Imagine you’re feeling sick. You have an inexplicable pain in your stomach. So you go to your doctor, and she sends you for a test. The test for your stomach pain is inconclusive.

“I think I know what the problem is. And I probably have something I could give you for it,” says your doctor. “How about you pay me an extra $50, and then we can discuss it further?”

Most of us would think that’s unacceptable. We already pay taxes to finance our universal health care. We would want our doctors to run more tests, give us a diagnosis and write us a prescription.

Sadly, asking Canadians for more money is exactly the kind of solution many economists and policymakers are suggesting as a fix for Canada’s health care system. At this year’s annual meeting of the Canadian Medical Association an independent advisory panel, including Don Drummond, former federal Finance assistant deputy minister and chief economist at TD Bank, suggested we look at more funding options, like user fees, and private funding.

This is the wrong way to go. Canadian Doctors for Medicare has a Top 10 list of positive ways to transform our health-care system, and a Bottom 10 of practices to avoid. User fees are number one on the Bottom 10, and private funding isn’t far behind.

We know that user fees don’t work. They put up barriers to health care, shifting the burden of payment from the healthy and wealthy to the sick and poor. People who can’t afford the user fee will wait until a small health concern becomes a big one before they go to the doctor. And a full-blown disease will be far more expensive to treat than a common, curable infection. What’s more, the revenues collected from user fees barely make a dent in the overall costs. We would expect a better suggestion from Drummond, the head of TD Economics.

And privately funded health care needs to operate where there are economies of scale, and people with money to spend, in order to turn a profit. This leaves out a lot of Canadians — people in rural or remote communities, Aboriginal communities, marginalized urban populations, and people needing complex care, mental health care, and emergency care. Essentially, private funding benefits richer people in bigger cities. Our health-care system is supposed to be for everyone.

Canadian Doctors for Medicare has other ideas — we think we ought to do the hard work and fix the problems in our system before we ask Canadians for more money, or bring in private corporations. We need to change, but we need to be smart and make our system more efficient.

So what does work? Here are just five of our Top 10 ideas for health-care transformation.

1) Primary and community health-care reform

We know that too many people are in expensive hospital beds when they should be in a long-term care home, or in community-based rehabilitation, or at home, receiving support. Expanding access to these kinds of community-based health care take the pressure off of overcrowded hospitals, and it’s much more cost effective.

2) Electronic health records

In 2009, 94 per cent of the 322 million visits to the doctor by Canadians still resulted in a paper record. But we know that EHRs help prevent dangerous drug interactions, reducing the number of visits to the emergency room. EHRs help to ensure that you’re getting the right kind of care and medicine you need, no matter if you’re at your family doctor, a hospital or a clinic — the health professional serving you will understand your history.

3) Wait times initiatives

There are a number of successful programs in Canada that reduce wait lists for surgical procedures. Strategies include having a single common wait list for a region instead of lists for each individual doctor, and implementing pre-surgical programs that prepare patients for surgery. Dr. Cy Frank, an orthopedic surgeon at the Alberta Bone and Joint Institute, led a team that reduced wait times for hip and knee surgery from 82 weeks to 11 weeks. We should be learning from Dr. Frank.

4) National pharmacare

Canada pays more for prescription drugs than any other OECD country except the United States, and yet we have one of the lowest rates of public drug coverage. A national program with competitive bulk-purchasing of drugs could save us a bundle — one study pegs the number at $10 billion per year, a whopping 43 per cent of our current $25 billion drug bill.

5) Health promotion and prevention

Poverty, physical inactivity and poor nutrition are just some of the culprits that contribute to poor health status. We can do more to encourage better choices, and to provide assistance to our most marginalized citizens. Lower-income people tend to have worse health, and more complex conditions — not only is that unfair, it creates a very expensive group of people to treat.

We can do better to build an efficient, cost-effective health-care system without sacrificing equity, universality and a patient-centred approach. We may need to invest more in health care in the coming years, but let’s not rush to introduce methods of financing that create winners and losers, especially when there’s no evidence to back it up.

The Top 10 and Bottom 10 are available here.

Dr. Danielle Martin is a family physician and Board Chair of Canadian Doctors for Medicare. She is clinical staff at Women’s College Hospital and lecturer in the Department of Family and Community Medicine at the University of Toronto. She served on The Health Council of Canada from 2005-2011. Dr. Martin helped launch Canadian Doctors for Medicare in May 2006.

Canadian Doctors for Medicare provide a voice for Canadian doctors who want to strengthen and improve Canada’s universal publicly-funded health care system. We advocate for innovations in treatment and prevention services that are evidence-based and improve access, quality, equity and sustainability.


Exercise brief:
The result should be every line of the listing that holds the word "GEHF".

Study material:
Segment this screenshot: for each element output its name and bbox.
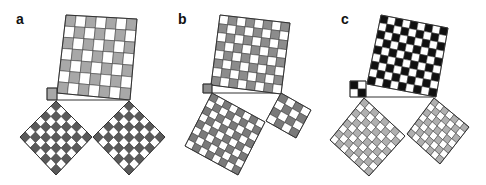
- cell: [85, 16, 96, 28]
- cell: [269, 39, 279, 49]
- cell: [245, 18, 255, 28]
- cell: [91, 62, 102, 74]
- cell: [216, 41, 226, 51]
- cell: [80, 61, 92, 73]
- cell: [231, 61, 241, 71]
- cell: [260, 38, 270, 48]
- cell: [350, 81, 358, 89]
- cell: [92, 51, 103, 63]
- cell: [254, 19, 264, 29]
- cell: [63, 26, 74, 38]
- unit-square: [203, 84, 212, 93]
- cell: [271, 21, 281, 31]
- panel-label-b: b: [178, 12, 187, 26]
- cell: [251, 45, 261, 55]
- cell: [244, 27, 254, 37]
- cell: [101, 63, 112, 75]
- panel-a: [20, 15, 165, 175]
- cell: [100, 74, 111, 86]
- cell: [270, 30, 280, 40]
- cell: [262, 29, 272, 39]
- cell: [253, 28, 263, 38]
- cell: [236, 17, 246, 27]
- cell: [84, 27, 95, 39]
- cell: [61, 48, 73, 60]
- cell: [255, 82, 265, 92]
- right-leg-square: [407, 98, 469, 164]
- cell: [238, 71, 248, 81]
- figure: a b c: [0, 0, 486, 185]
- left-leg-square: [185, 93, 265, 175]
- cell: [278, 40, 288, 50]
- cell: [214, 50, 224, 60]
- cell: [93, 39, 104, 51]
- cell: [248, 63, 258, 73]
- cell: [242, 44, 252, 54]
- cell: [57, 82, 69, 94]
- cell: [220, 77, 230, 87]
- cell: [227, 25, 237, 35]
- cell: [212, 68, 222, 78]
- hypotenuse-square: [367, 15, 448, 97]
- cell: [263, 20, 273, 30]
- cell: [124, 41, 135, 53]
- cell: [110, 75, 121, 87]
- cell: [279, 31, 289, 41]
- cell: [102, 51, 113, 63]
- cell: [69, 72, 81, 84]
- panel-b: [185, 15, 311, 175]
- cell: [67, 83, 79, 95]
- cell: [94, 28, 105, 40]
- cell: [47, 88, 57, 100]
- left-leg-square: [20, 101, 92, 175]
- cell: [83, 39, 94, 51]
- cell: [88, 85, 100, 97]
- cell: [235, 26, 245, 36]
- cell: [122, 64, 133, 76]
- cell: [74, 27, 85, 39]
- cell: [81, 50, 92, 62]
- cell: [78, 84, 90, 96]
- cell: [219, 15, 229, 25]
- cell: [120, 87, 131, 100]
- cell: [121, 76, 132, 88]
- cell: [272, 84, 282, 94]
- cell: [241, 53, 251, 63]
- cell: [116, 18, 127, 30]
- cell: [234, 35, 244, 45]
- cell: [222, 60, 232, 70]
- cell: [123, 53, 134, 65]
- cell: [277, 49, 287, 59]
- cell: [259, 46, 269, 56]
- hypotenuse-square: [57, 15, 137, 100]
- cell: [256, 73, 266, 83]
- cell: [243, 36, 253, 46]
- right-leg-square: [266, 93, 311, 138]
- cell: [72, 38, 83, 50]
- cell: [230, 70, 240, 80]
- cell: [237, 80, 247, 90]
- cell: [228, 16, 238, 26]
- checkerboard-squares-diagram: [0, 0, 486, 185]
- right-leg-square: [93, 101, 165, 175]
- cell: [252, 37, 262, 47]
- cell: [111, 64, 122, 76]
- cell: [268, 48, 278, 58]
- cell: [109, 87, 120, 99]
- cell: [249, 54, 259, 64]
- cell: [104, 29, 115, 41]
- cell: [247, 72, 257, 82]
- cell: [232, 52, 242, 62]
- cell: [246, 81, 256, 91]
- cell: [266, 65, 276, 75]
- cell: [358, 89, 366, 97]
- cell: [79, 72, 91, 84]
- panel-label-c: c: [341, 12, 349, 26]
- cell: [223, 51, 233, 61]
- cell: [60, 60, 72, 72]
- left-leg-square: [330, 98, 405, 176]
- cell: [125, 30, 136, 42]
- cell: [105, 17, 116, 29]
- cell: [112, 52, 123, 64]
- cell: [58, 71, 70, 83]
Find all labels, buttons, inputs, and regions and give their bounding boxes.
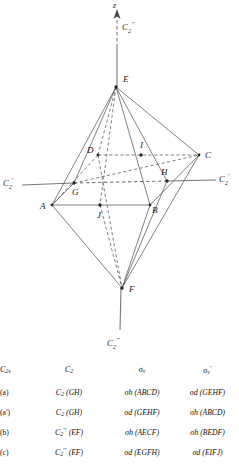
svg-text:′′: ′′: [132, 20, 136, 28]
svg-text:2: 2: [9, 184, 12, 190]
header-cell-sigma-v: σv: [108, 358, 176, 382]
table-row: (a′) C2(GH) σd(GEHF) σh(ABCD): [0, 402, 239, 422]
row-cell-c2: C2′′(EF): [30, 422, 108, 442]
row-cell-sigma-v: σh(ABCD): [108, 382, 176, 402]
row-cell-sigma-v: σh(AECF): [108, 422, 176, 442]
row-cell-sigma-v-prime: σd(GEHF): [176, 382, 239, 402]
svg-text:′′: ′′: [117, 336, 121, 344]
vertex-label-A: A: [39, 201, 46, 211]
svg-text:′: ′: [12, 176, 14, 184]
vertical-axis-bottom-label: C 2 ′′: [107, 336, 121, 350]
z-axis-label: z: [112, 1, 117, 10]
vertex-label-D: D: [86, 145, 94, 155]
horizontal-axis: [22, 180, 216, 185]
vertical-axis-lower: [120, 288, 121, 330]
svg-text:2: 2: [225, 180, 228, 186]
svg-text:2: 2: [113, 344, 116, 350]
row-case-label: (a′): [0, 402, 30, 422]
vertical-axis-upper: [113, 9, 120, 87]
octahedron-figure: z C 2 ′′ C 2 ′′ C 2 ′ C 2 ′ E D I C G: [0, 0, 239, 358]
vertical-axis-top-label: C 2 ′′: [122, 20, 136, 34]
row-cell-sigma-v-prime: σd(EIFJ): [176, 442, 239, 462]
vertex-label-F: F: [128, 284, 135, 294]
right-axis-label: C 2 ′: [219, 172, 230, 186]
vertex-label-G: G: [72, 187, 79, 197]
vertex-label-J: J: [97, 210, 102, 220]
row-case-label: (c): [0, 442, 30, 462]
table-row: (b) C2′′(EF) σh(AECF) σh(BEDF): [0, 422, 239, 442]
svg-text:′: ′: [228, 172, 230, 180]
row-cell-sigma-v: σd(GEHF): [108, 402, 176, 422]
row-case-label: (b): [0, 422, 30, 442]
symmetry-table: C2v C2 σv σv′ (a) C2(GH): [0, 358, 239, 472]
table-header-row: C2v C2 σv σv′: [0, 358, 239, 382]
vertex-label-E: E: [122, 74, 129, 84]
vertex-label-B: B: [152, 205, 158, 215]
header-cell-corner: C2v: [0, 358, 30, 382]
left-axis-label: C 2 ′: [3, 176, 14, 190]
row-cell-c2: C2(GH): [30, 402, 108, 422]
row-cell-sigma-v-prime: σh(BEDF): [176, 422, 239, 442]
row-case-label: (a): [0, 382, 30, 402]
row-cell-c2: C2(GH): [30, 382, 108, 402]
svg-text:2: 2: [128, 28, 131, 34]
header-cell-c2: C2: [30, 358, 108, 382]
vertex-label-C: C: [205, 150, 212, 160]
table-row: (a) C2(GH) σh(ABCD) σd(GEHF): [0, 382, 239, 402]
row-cell-sigma-v: σd(EGFH): [108, 442, 176, 462]
vertex-label-H: H: [160, 167, 168, 177]
row-cell-sigma-v-prime: σh(ABCD): [176, 402, 239, 422]
row-cell-c2: C2′′(EF): [30, 442, 108, 462]
table-row: (c) C2′′(EF) σd(EGFH) σd(EIFJ): [0, 442, 239, 462]
header-cell-sigma-v-prime: σv′: [176, 358, 239, 382]
vertex-label-I: I: [139, 140, 144, 150]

Expected answer:
table-row: (a′) C2(GH) σd(GEHF) σh(ABCD): [0, 402, 239, 422]
row-cell-sigma-v-prime: σd(GEHF): [176, 382, 239, 402]
row-cell-sigma-v: σd(GEHF): [108, 402, 176, 422]
table-row: (a) C2(GH) σh(ABCD) σd(GEHF): [0, 382, 239, 402]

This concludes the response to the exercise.